In parts of the Arctic, polar bears are in decline as sea ice, which they depend on to hunt, disappears. That is not the case, however, on the Norwegian island of Svalbard, where bears have actually managed to grow more plump even as ice melts away.
Polar bears hunt by stalking sea ice in search of seals, but sea ice is shrinking across much of the Arctic, which is warming nearly four times faster than the world as a whole. Increasingly, ice forms later in the winter and melts earlier in the spring, which means bears spend less time hunting and more time fasting.
A study along the western edge of Hudson Bay, in Canada, found that, over the last half-century, the number of polar bears in the region dropped nearly in half, and the bears grew measurably smaller. The average female lost 86 pounds, the research found, while the average cub lost 47 pounds.
And yet, on Svalbard, polar bears are gaining weight. That is the finding of a new study of 770 bears on the remote Arctic island, which lies some 500 miles north of Norway in the Barents Sea. The region has seen a precipitous drop in sea ice since the early 1990s, adding about 100 ice-free days. And yet, since 2000, Svalbard polar bears have gotten bigger, boosting their reserves of fat, according to the research, published in Scientific Reports.

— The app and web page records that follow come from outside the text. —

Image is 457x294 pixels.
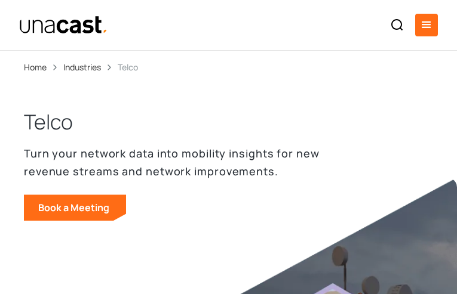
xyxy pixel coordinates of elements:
a: home [19,16,108,35]
div: Telco [118,60,138,74]
div: menu [415,14,438,36]
img: Search icon [390,18,404,32]
img: Unacast text logo [19,16,108,35]
p: Turn your network data into mobility insights for new revenue streams and network improvements. [24,145,335,180]
h1: Telco [24,109,73,135]
a: Book a Meeting [24,195,126,221]
a: Industries [63,60,101,74]
a: Home [24,60,47,74]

While the authors cannot say for certain how the bears are managing to thrive in a changing climate, they speculate on two possible causes. One is that seals are concentrating around smaller swaths of sea ice, making them easier to hunt. A second is that polar bears are feasting on a growing number of walruses and reindeer.
Walruses, targeted for their ivory, were nearly extirpated from the island in the early 20th century, but they mounted a recovery after Norway banned commercial hunting in 1952. There are now more than 5,000 on Svalbard. Reindeer were also hunted to the brink of extermination, but since Norway extended protections to the animals in 1925, their numbers have rebounded. Reindeer have recolonized their ancient grazing lands, researchers say, and now total around 22,000.

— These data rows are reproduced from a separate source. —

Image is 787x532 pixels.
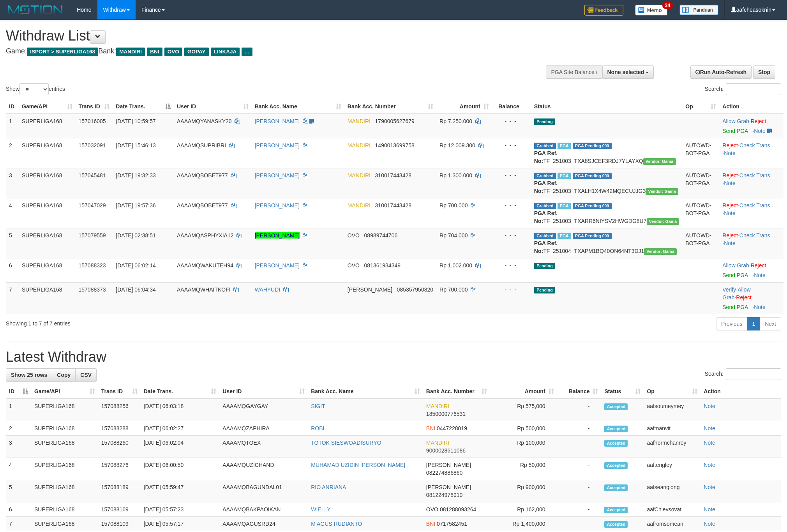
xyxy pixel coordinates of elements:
span: 157032091 [78,142,106,148]
a: Note [704,403,716,409]
th: Action [720,100,783,114]
td: SUPERLIGA168 [19,228,75,258]
a: Run Auto-Refresh [690,65,752,78]
td: 4 [5,458,31,480]
div: - - - [495,118,528,125]
span: Marked by aafchoeunmanni [558,142,571,149]
span: Copy 081288093264 to clipboard [440,506,476,512]
td: - [557,480,602,502]
td: · · [720,198,783,228]
span: ... [242,48,252,56]
td: - [557,399,602,421]
span: Accepted [604,521,628,527]
span: PGA Pending [573,142,612,149]
a: Allow Grab [723,118,749,124]
td: [DATE] 06:00:50 [140,458,220,480]
span: Accepted [604,484,628,490]
span: Accepted [604,506,628,513]
span: MANDIRI [348,202,371,208]
td: AUTOWD-BOT-PGA [682,228,720,258]
a: SIGIT [311,403,325,409]
span: 157016005 [78,118,106,124]
span: Marked by aafchoeunmanni [558,202,571,210]
input: Search: [726,83,782,95]
span: BNI [426,520,435,527]
span: Rp 1.300.000 [440,172,472,178]
td: [DATE] 05:57:23 [140,502,220,517]
span: Accepted [604,462,628,468]
td: aaftengley [644,458,701,480]
a: Copy [52,368,75,381]
td: aafromsomean [644,517,701,531]
td: - [557,502,602,517]
td: [DATE] 06:02:27 [140,421,220,435]
td: 1 [5,114,19,138]
span: Grabbed [534,233,556,239]
td: SUPERLIGA168 [19,114,75,138]
td: [DATE] 05:57:17 [140,517,220,531]
th: Amount: activate to sort column ascending [490,384,557,399]
th: User ID: activate to sort column ascending [173,100,252,114]
img: Button%20Memo.svg [636,5,668,16]
th: ID [5,100,19,114]
span: GOPAY [184,48,209,56]
span: MANDIRI [426,439,450,446]
a: Send PGA [723,304,748,310]
th: Amount: activate to sort column ascending [437,100,492,114]
td: 157088276 [98,458,140,480]
span: MANDIRI [426,403,450,409]
span: Pending [534,287,555,293]
td: Rp 50,000 [490,458,557,480]
span: MANDIRI [348,142,371,148]
span: MANDIRI [116,48,145,56]
a: Note [704,439,716,446]
span: Vendor URL: https://trx31.1velocity.biz [643,159,676,165]
span: 157047029 [78,202,106,208]
td: AAAAMQBAGUNDAL01 [220,480,308,502]
span: Rp 1.002.000 [440,262,472,268]
a: Note [704,461,716,468]
span: OVO [348,262,359,268]
a: TOTOK SIESWOADISURYO [311,439,381,446]
a: Note [704,506,716,512]
td: · [720,114,783,138]
a: Allow Grab [723,262,749,268]
a: Reject [723,142,738,148]
a: Reject [751,262,767,268]
a: ROBI [311,425,324,432]
td: SUPERLIGA168 [19,138,75,168]
td: AUTOWD-BOT-PGA [682,198,720,228]
td: AAAAMQZAPHIRA [220,421,308,435]
div: PGA Site Balance / [546,65,602,78]
div: - - - [495,141,528,149]
td: 4 [5,198,19,228]
a: Check Trans [739,142,770,148]
span: AAAAMQYANASKY20 [177,118,232,124]
span: Copy 085357950820 to clipboard [397,286,433,293]
span: Pending [534,262,555,269]
th: Bank Acc. Number: activate to sort column ascending [344,100,437,114]
th: ID: activate to sort column descending [5,384,31,399]
td: 157088256 [98,399,140,421]
td: SUPERLIGA168 [31,480,98,502]
td: AAAAMQTOEX [220,435,308,458]
span: 34 [662,2,673,9]
a: Verify [723,286,736,293]
div: - - - [495,172,528,179]
td: [DATE] 06:02:04 [140,435,220,458]
span: Copy 1790005627679 to clipboard [375,118,415,124]
span: [PERSON_NAME] [426,461,472,468]
select: Showentries [20,83,49,95]
div: - - - [495,286,528,293]
td: 157088169 [98,502,140,517]
a: Note [724,150,736,156]
span: Vendor URL: https://trx31.1velocity.biz [646,188,678,195]
span: Copy [56,372,71,378]
td: SUPERLIGA168 [31,517,98,531]
th: Bank Acc. Name: activate to sort column ascending [252,100,344,114]
td: Rp 100,000 [490,435,557,458]
a: Note [754,272,766,278]
b: PGA Ref. No: [534,150,558,164]
td: 6 [5,258,19,282]
a: Note [704,425,716,432]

The island’s polar bears have taken notice. In 2020, scientists gathered the first evidence that Svalbard bears had begun hunting adult reindeer: a widely circulated video of a polar bear chasing a reindeer into the sea, killing it, and then dragging its body to shore. A follow-up study, based on that and other videos, found that across Svalbard, bears were increasingly targeting the ungulates. “This increase in hunting,” it concluded, “is probably linked to the reduced ice cover, with bears spending more time on land, and a growing reindeer population.”